US-trained Afghan special forces recruited by Wagner Group in Ukraine: Report

New reports of US-trained Afghan special forces joining the fight in Ukraine, but on the Russian side, are emerging. The Wagner Group, a Russian private military contractor firm that has played a vital role in the battle for the town of Bakhmut in the Donbas region of eastern Ukraine, is recruiting Afghan fighters that US special forces spent decades training.

Iran’s pursuit of soft power in the Balkans

The Balkans presents a crucial junction for Tehran as an access point to Western Europe and an avenue for advancing its regional political and economic interests.

The Balkan region is strategically important for western countries as a geographic bloc through which they can increase their influence in former Soviet Eastern European states, including Russia.

In Munich: West sounds alarm over Global South stances

The recent conference on international security policy focused extensively on the significance of the Global South to the west’s security. As power competition with China and Russia intensifies, the west is compelled to reassess its approach to relations with these countries.
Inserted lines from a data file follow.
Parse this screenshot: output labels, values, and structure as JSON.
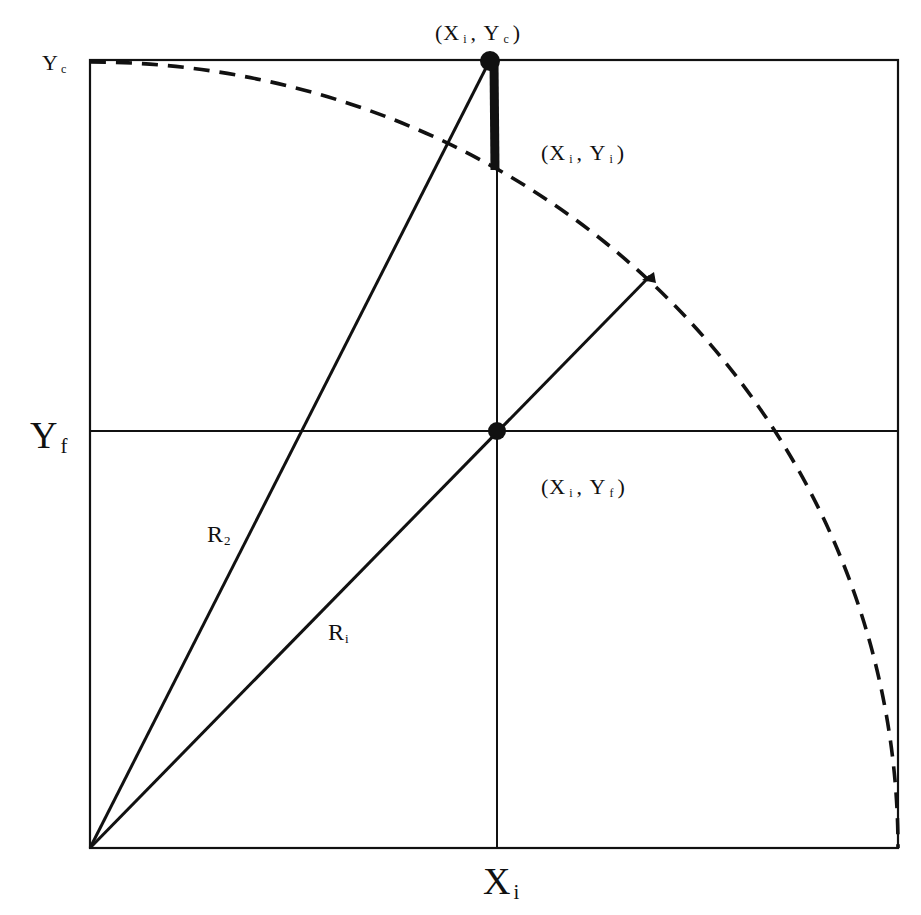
{
  "diagram": {
    "colors": {
      "stroke": "#111111",
      "background": "#ffffff"
    },
    "geometry": {
      "box": {
        "left": 90,
        "top": 60,
        "right": 898,
        "bottom": 848
      },
      "origin": {
        "x": 90,
        "y": 848
      },
      "arc_radius": 808,
      "xi": 497,
      "yf": 431,
      "yc": 60,
      "yi_on_arc": 168,
      "ri_arc_point": {
        "x": 648,
        "y": 277
      }
    },
    "labels": {
      "yc_axis": {
        "main": "Y",
        "sub": "c"
      },
      "yf_axis": {
        "main": "Y",
        "sub": "f"
      },
      "xi_axis": {
        "main": "X",
        "sub": "i"
      },
      "point_xi_yc": {
        "open": "(",
        "x": "X",
        "x_sub": "i",
        "sep": ",",
        "y": "Y",
        "y_sub": "c",
        "close": ")"
      },
      "point_xi_yi": {
        "open": "(",
        "x": "X",
        "x_sub": "i",
        "sep": ",",
        "y": "Y",
        "y_sub": "i",
        "close": ")"
      },
      "point_xi_yf": {
        "open": "(",
        "x": "X",
        "x_sub": "i",
        "sep": ",",
        "y": "Y",
        "y_sub": "f",
        "close": ")"
      },
      "r2": {
        "main": "R",
        "sub": "2"
      },
      "ri": {
        "main": "R",
        "sub": "i"
      }
    },
    "elements": [
      "outer-box",
      "dashed-quarter-circle-arc",
      "vertical-line-xi",
      "horizontal-line-yf",
      "radius-line-r2",
      "radius-line-ri",
      "thick-segment-yi-to-yc",
      "point-xi-yc",
      "point-xi-yf"
    ]
  }
}
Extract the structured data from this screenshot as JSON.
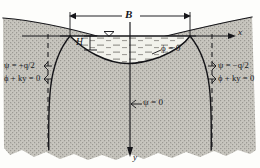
{
  "figure": {
    "name": "seepage-flow-net-boundary-conditions",
    "type": "engineering-cross-section-diagram"
  },
  "axes": {
    "x_label": "x",
    "y_label": "y",
    "origin_note": "origin at centre of water surface, x positive to the right, y positive downward"
  },
  "dimensions": {
    "width_label": "B",
    "depth_label": "H"
  },
  "labels": {
    "phi_zero_surface": "ϕ = 0",
    "psi_zero_center": "ψ = 0",
    "psi_left": "ψ = +q/2",
    "phi_left": "ϕ + ky = 0",
    "psi_right": "ψ = −q/2",
    "phi_right": "ϕ + ky = 0"
  },
  "symbols": {
    "water_table": "▽",
    "arrow_left": "←",
    "arrow_right": "→",
    "arrow_down": "↓"
  },
  "colors": {
    "ink": "#16161a",
    "soil_fill": "#c9c7c0",
    "soil_fill_dark": "#b9b7b0",
    "water_fill": "#efefe9",
    "paper": "#fdfdfb",
    "dash": "#1d1d20"
  }
}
In a US-China confrontation, West Asia will bow out

The prospect of a US-China war has entered the realm of reality. Increased provocations from US military and political officials regarding the status of Taiwan – which China considers to be part of its historic territory – have heightened the possibility of confrontation in recent years.

Jihadi ‘Counterterrorism:’ Hayat Tahrir al-Sham Versus the Islamic State

Abstract: Once allies in the same organization, Hayat Tahrir al-Sham (HTS) and the Islamic State have an interesting history that turned them into ‘frenemies’ from April 2013 to February 2014 and then outright enemies over the past nine years. This led to a broader global fight between al-Qaida and the Islamic State. Yet, HTS continued to tread its own path by breaking from al-Qaida in 2016. From the spring of 2014 to the summer of 2017, the main avenue by which HTS and its predecessor group, Jabhat al-Nusra, dealt with the Islamic State was insurgent infighting. Yet since the summer of 2017, as HTS consolidated control over areas in northwest Syria and developed a governance apparatus, HTS has favored a lawfare approach to dealing with Islamic State cells in the territory it controls. Surveying the data on its arrest campaign against the Islamic State over the past half decade suggests HTS has been successful in countering the Islamic State. Yet, even if its fight against the Islamic State is deemed a net positive, HTS’ continued support for terrorism abroad and the authoritarian nature of its governance make it difficult for the West to countenance removing the group from the list of designated terrorist groups or engage with it.